There are significant variations in sea-level rise and shoreline change along the Atlantic coast, with the VCR located within a northeast hotspot where rising sea-level is 3-4 times the global average (Sallenger et al. 2012). We have been assessing changes in ecosystem state (marsh, bare sand, grassland, and shrubland) from multi-decdal remote sensing imagery on the Virginia barrier islands. Between 1984-2016, we found that total island area (upland and back-barrier marsh) was reduced by 18%, representing over 1600 ha loss of upland communities and 1300 ha of back-barrier marsh converting to island upland. These rates of change are temporally and spatially variable. Loss of island area ranges from 12% - 62%, depending on landscape position. Despite this reduction in island area and transitions between ecosystem states, woody vegetation continues to increase across the landscape. Three patterns of transitions between grassland and shrubland occur, with patterns potentially linked to island elevation and topographic roughness. We propose that these vegetation dynamics influence overall resistance or resilience to sea-level rise and storms, and are continuing our analysis of historical and contemporary imagery, patterns, and drivers of change.
The dramatic shift in ecosystem state across the VCR represents uncertainty in the carbon stocks of terrestrial upland soils. As woody vegetation rapidly increases across the landscape, aboveground net primary productivity (ANPP) is significantly increased.

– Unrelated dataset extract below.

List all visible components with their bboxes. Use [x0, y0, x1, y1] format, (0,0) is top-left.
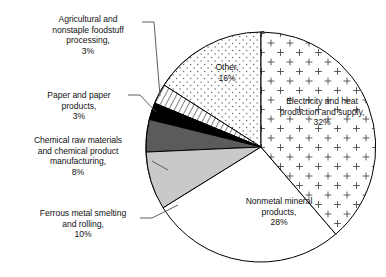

The physical environment of coastal ecosystems is highly dynamic compared to inland terrestrial ecosystems. Coastal soils accrete and erode over decades resulting in rapid changes in both vegetation and microbial communities. Because geological processes work at shorter time scales in coastal ecosystems, soil turnover is rapid and new mineral soils are exposed more frequently. High rates of shrub ANPP coupled with variability in soil turnover from disturbance create uncertainty in estimating C pools from coastal soils. Sandy soils are not efficient in retaining organic matter, potentially resulting in C export from coastal soils to adjacent systems. Terrestrial plant communities endemic to coastal ecosystems are strongly influenced by dynamic coastal processes, exhibit unique biogeochemical cycling and may serve as sentinels of climate change - but remarkably little is known about C cycling in these systems. We are assessing C storage and potential export in barrier islands.